Aron Cramer is surely correct, on page two of this issue, to predict that the long-awaited final report of John Ruggie, due this summer, will be among the most important features of the CSR landscape this year.
The United Nations special representative on business and human rights has spent a huge amount of time – much of it gathering evidence and listening to stakeholders – trying to come up with a framework for action that balances the duties of governments, companies and individuals in the field of human rights. He deserves a good hearing, and to an extent, that is what he has received over these past four years. Yet as the story next to this editorial makes clear, problems remain.

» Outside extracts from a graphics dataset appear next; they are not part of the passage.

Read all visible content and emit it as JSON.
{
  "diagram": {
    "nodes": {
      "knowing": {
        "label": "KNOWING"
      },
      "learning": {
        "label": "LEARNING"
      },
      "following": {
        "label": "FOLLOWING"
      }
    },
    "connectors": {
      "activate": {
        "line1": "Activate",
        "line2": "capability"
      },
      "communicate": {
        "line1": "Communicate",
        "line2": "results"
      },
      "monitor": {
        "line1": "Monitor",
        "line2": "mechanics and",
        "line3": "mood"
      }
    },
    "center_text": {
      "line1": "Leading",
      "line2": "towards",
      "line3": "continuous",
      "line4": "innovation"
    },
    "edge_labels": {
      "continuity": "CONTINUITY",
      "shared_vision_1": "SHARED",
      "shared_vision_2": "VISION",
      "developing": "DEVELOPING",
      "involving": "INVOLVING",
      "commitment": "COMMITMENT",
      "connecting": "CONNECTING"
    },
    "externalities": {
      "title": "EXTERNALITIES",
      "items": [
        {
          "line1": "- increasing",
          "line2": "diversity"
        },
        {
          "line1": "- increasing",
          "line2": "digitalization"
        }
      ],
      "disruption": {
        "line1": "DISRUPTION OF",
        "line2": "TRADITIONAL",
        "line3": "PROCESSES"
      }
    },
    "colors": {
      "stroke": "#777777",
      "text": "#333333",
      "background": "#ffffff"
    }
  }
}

Chief of these is the attitude of a number of big-hitting NGOs – among them Amnesty International and Human Rights Watch. In truth, they have never fully signed up to Ruggie’s mission, and have looked upon it with a sceptical eye from the start.
Partly this stems from the UN’s rather clumsy initial moves on this front, when a sub-commission of its Commission on Human Rights unveiled, in 2003, a set of draft ‘norms’ for transnational corporations that it felt should be applied worldwide. Those norms, which suggested the UN, among other things, should appoint powerful country rapporteurs to monitor corporate behaviour, generally delighted the third sector but frightened the business world, compelling the UN to kick the proposals into the long grass by appointing Ruggie to come up with a new vision. From that point onwards, it was always going to be an uphill struggle to get the NGOs back onside. They felt they had something within their grasp that had been snatched away.

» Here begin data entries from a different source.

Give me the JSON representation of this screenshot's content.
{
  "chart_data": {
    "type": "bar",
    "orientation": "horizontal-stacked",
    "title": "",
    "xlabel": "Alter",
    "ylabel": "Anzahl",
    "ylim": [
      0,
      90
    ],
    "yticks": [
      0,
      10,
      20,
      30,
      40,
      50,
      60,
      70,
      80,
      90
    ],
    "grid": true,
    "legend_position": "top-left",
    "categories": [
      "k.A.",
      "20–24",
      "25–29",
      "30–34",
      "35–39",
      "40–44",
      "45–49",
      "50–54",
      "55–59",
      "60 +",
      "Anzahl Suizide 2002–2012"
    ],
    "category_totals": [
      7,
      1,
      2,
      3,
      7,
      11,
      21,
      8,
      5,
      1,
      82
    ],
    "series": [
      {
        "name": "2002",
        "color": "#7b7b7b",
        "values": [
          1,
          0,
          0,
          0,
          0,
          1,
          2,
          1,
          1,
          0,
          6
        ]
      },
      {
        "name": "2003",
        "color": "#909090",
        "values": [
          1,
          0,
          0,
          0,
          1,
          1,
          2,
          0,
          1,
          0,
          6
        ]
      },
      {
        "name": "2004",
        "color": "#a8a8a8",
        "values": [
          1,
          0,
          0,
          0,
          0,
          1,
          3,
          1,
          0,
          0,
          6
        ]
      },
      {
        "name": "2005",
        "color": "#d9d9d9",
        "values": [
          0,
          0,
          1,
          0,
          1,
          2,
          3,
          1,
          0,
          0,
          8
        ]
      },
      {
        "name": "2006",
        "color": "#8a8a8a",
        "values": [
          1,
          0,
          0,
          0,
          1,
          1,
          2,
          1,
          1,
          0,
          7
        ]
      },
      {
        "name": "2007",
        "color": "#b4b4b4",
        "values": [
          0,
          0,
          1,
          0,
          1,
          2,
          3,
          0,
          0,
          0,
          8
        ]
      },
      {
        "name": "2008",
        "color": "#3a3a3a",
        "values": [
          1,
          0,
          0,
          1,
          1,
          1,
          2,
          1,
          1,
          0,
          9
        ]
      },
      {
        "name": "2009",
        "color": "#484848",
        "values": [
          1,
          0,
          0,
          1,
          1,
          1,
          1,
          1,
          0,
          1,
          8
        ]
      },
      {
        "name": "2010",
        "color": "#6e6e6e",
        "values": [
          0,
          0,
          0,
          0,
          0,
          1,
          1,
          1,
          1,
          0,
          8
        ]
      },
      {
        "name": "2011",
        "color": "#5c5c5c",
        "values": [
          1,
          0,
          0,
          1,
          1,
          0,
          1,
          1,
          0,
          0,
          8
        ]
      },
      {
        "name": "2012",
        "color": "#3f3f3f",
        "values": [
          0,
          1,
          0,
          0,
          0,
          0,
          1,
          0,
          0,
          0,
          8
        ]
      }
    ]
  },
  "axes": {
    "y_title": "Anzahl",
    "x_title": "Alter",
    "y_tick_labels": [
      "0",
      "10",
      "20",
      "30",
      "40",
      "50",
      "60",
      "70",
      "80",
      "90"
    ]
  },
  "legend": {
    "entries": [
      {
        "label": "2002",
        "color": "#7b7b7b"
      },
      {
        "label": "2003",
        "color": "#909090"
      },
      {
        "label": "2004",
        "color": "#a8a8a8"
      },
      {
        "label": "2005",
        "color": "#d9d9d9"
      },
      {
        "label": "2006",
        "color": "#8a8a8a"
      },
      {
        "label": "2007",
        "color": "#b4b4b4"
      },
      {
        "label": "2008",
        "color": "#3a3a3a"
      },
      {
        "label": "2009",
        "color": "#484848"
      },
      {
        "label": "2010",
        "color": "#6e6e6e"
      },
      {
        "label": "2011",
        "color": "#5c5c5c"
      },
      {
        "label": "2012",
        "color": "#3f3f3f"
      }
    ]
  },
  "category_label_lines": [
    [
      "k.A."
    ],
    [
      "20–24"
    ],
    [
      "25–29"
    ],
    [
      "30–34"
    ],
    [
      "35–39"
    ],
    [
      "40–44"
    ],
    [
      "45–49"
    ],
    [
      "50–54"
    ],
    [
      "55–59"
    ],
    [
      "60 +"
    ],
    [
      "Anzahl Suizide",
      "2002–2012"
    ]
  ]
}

There is more to it than that, however. The pragmatic approach of Ruggie’s emerging ‘Protect, Remedy and Respect’ framework has largely been in tune with the views of business, but has had little to offer civil society. While the NGOs are no longer expecting to go back to the tenets of the draft norms, they would at least like a clear proposed mechanism for how companies that are accused of human rights abuses can be brought to book on the international stage. Ruggie’s formula in final draft form does not appear to offer them that. This is the crux of the matter and the key to gaining some kind of meaningful NGO backing, even if only grudging. If by the summer Ruggie can come up with a concrete, practical idea for a global complaints mechanism – even if it is not perfect – then he may just gain the support of the NGO community. If not, then the scepticism from non-business quarters is likely to continue.